WebKit weekly report #33

Blog post by PulkoMandy on Fri, 2014-05-23 06:28

Hello everyone!

Work on the new drawing code for WebKit continues this week. We have scrolling support again (this was a bug in app_server, which stippi helped to fix), the scrollbars are drawn in the view thread (we are still using the fake scrollbars from WebKit), and the screen is updating as it should, so we get animations to work much better (for example the 2048 game plays with animations now).

WebKit weekly report #32

Blog post by PulkoMandy on Fri, 2014-05-16 12:04

Hello everyone,

I spent most of the week working on the texture mapper drawing code.
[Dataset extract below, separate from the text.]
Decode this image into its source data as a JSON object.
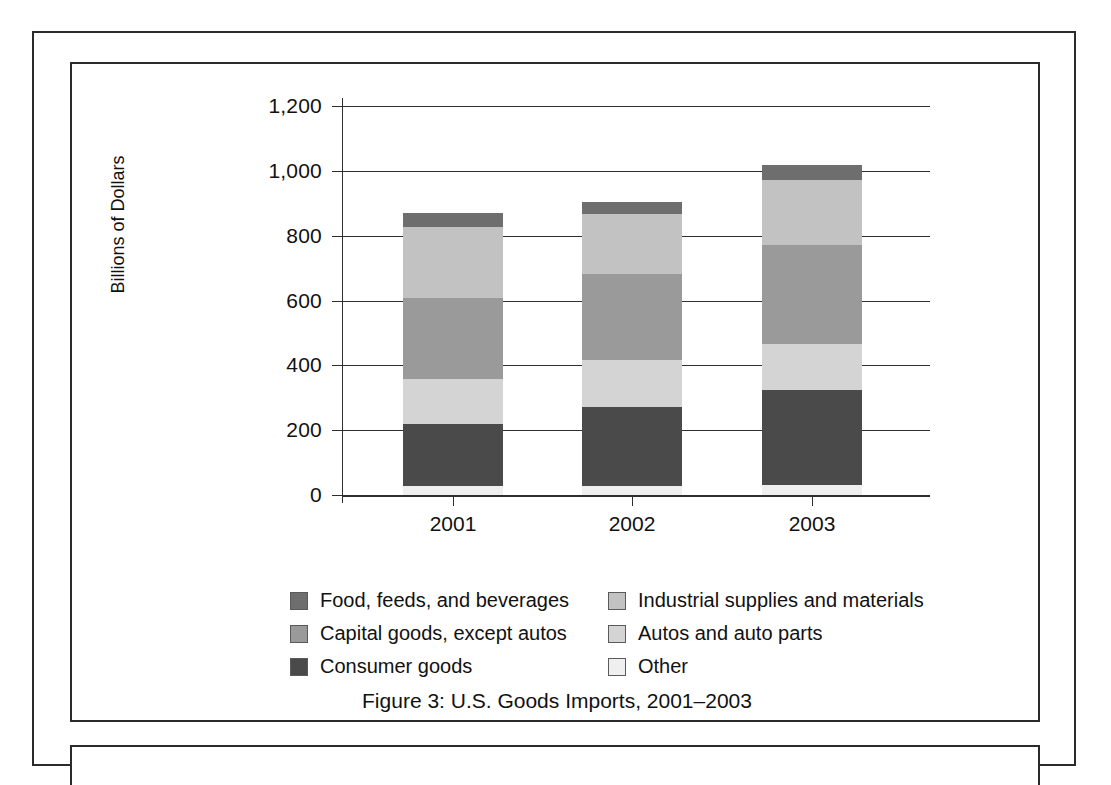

I spent a lot of time tweaking the options (each change requires a complete build of Web+, so this added up to a lot of time…), and today I got the texture mapper to display something in a BWindow.

[GSoC 2014: ARM port] Week #3

Blog post by dnivra on Mon, 2014-05-12 09:44

Hey everyone!

Here’s an update on progress during week #3. Sorry about the delay - exams have started for me.

TL;DR - I didn’t succeed in creating the bootable SD card image since I’ve been preparing for exams. There are some instructions and probably next steps in this direction listed here. More work on this will be done after exams.

WebKit weekly report #31

Blog post by PulkoMandy on Fri, 2014-05-09 06:22

Hello everyone.

Well, just got confirmation from Haiku, Inc. that I can continue working on this during May. Thanks to everyone who donated money to Haiku, Inc. for making this possible!

As mentioned last week, I’m working on fixing the flickering and missing rendering on some pages. I didn’t get very good results yet, but I can at least give you an overview of the different ways WebKit can render things on screen.

[GSoC 2014: ARM port] Week #1 and #2

Blog post by dnivra on Sun, 2014-05-04 08:52

Hey everyone! Here’s an update on what’s happened so far.

TL;DR - PulkoMandy managed to build the bootstrap image and kallisti5 has made some progress in running the image on the qemu. This is a significant progress since bootstrap image build never succeeded but not quite usable on BBB. I’ve not made much significant contribution. Instructions for building the bootstrap image are at the end. Otherwise, read on.

WebKit weekly report #30

Blog post by PulkoMandy on Fri, 2014-05-02 06:51

Hello everyone,

Not so much exciting things this week…

Well, good news first, on wednesday I uploaded HaikuWebkit 1.3.1 packages. It should be more stable than the previous releases, and includes work from the last 3 weeks including some more bugfixes for audio/video support, working web socket support, and many smaller fixes.

[GSoC 2014] Port of the Go programming language: introduction

Blog post by zhuowei on Tue, 2014-04-29 03:00

I have chosen to take up Bruno Albuquerque's suggestion of porting the reference compiler and runtime of the Go programming language to Haiku.

[GSoC 2014] UEFI bootloader

Blog post by choupy on Mon, 2014-04-28 15:09

Me, myself and I

Hello everyone, my name is Louis Feuvrier, I am a french student located in Paris (GMT+2) studying computer science at EPITA. I am lucky enough to be part of a laboratory (LSE) as my curriculum which allows me to work on interesting and low-level problems! Here's the one that will keep me awake at night in the following months (but hopefully not too much!)

Besides computer stuff, I enjoy listening to music, playing video games, watching tv shows or going to gigs.

[GSoC 2014] LibUSB Port

Blog post by akshay1994 on Mon, 2014-04-28 13:24

Hello Everyone!

Google Summer of Code 2014 is now underway, and I am one of the four students selected to work with Haiku. My project is completing the LibUSB Port to Haiku.

WebKit weekly report #29

Blog post by PulkoMandy on Fri, 2014-04-25 07:26

Hello world!

Work continues on the testsuite: I found one bug in the testsuite system that greatly improved the results. Things are now properly reset between each test, which avoids many of the issues I was having. The last test run breaks down as follows:

  • 2 unexpected crashes
  • 2300 unexected failures
  • 400 unexpected successes
  • 5000 tests have no reference
  • And the remaining 30000 or so tests are now properly tagged

I will continue marking the failing tests as expected to fail, and review them in case I find one that’s easy to fix. The 5000 “no references” tests are easily fixed, we just need to generate a reference rendering of the page. This is because these tests have platform-specific results, so there is no common reference for all platforms, and we need a haiku-specific one.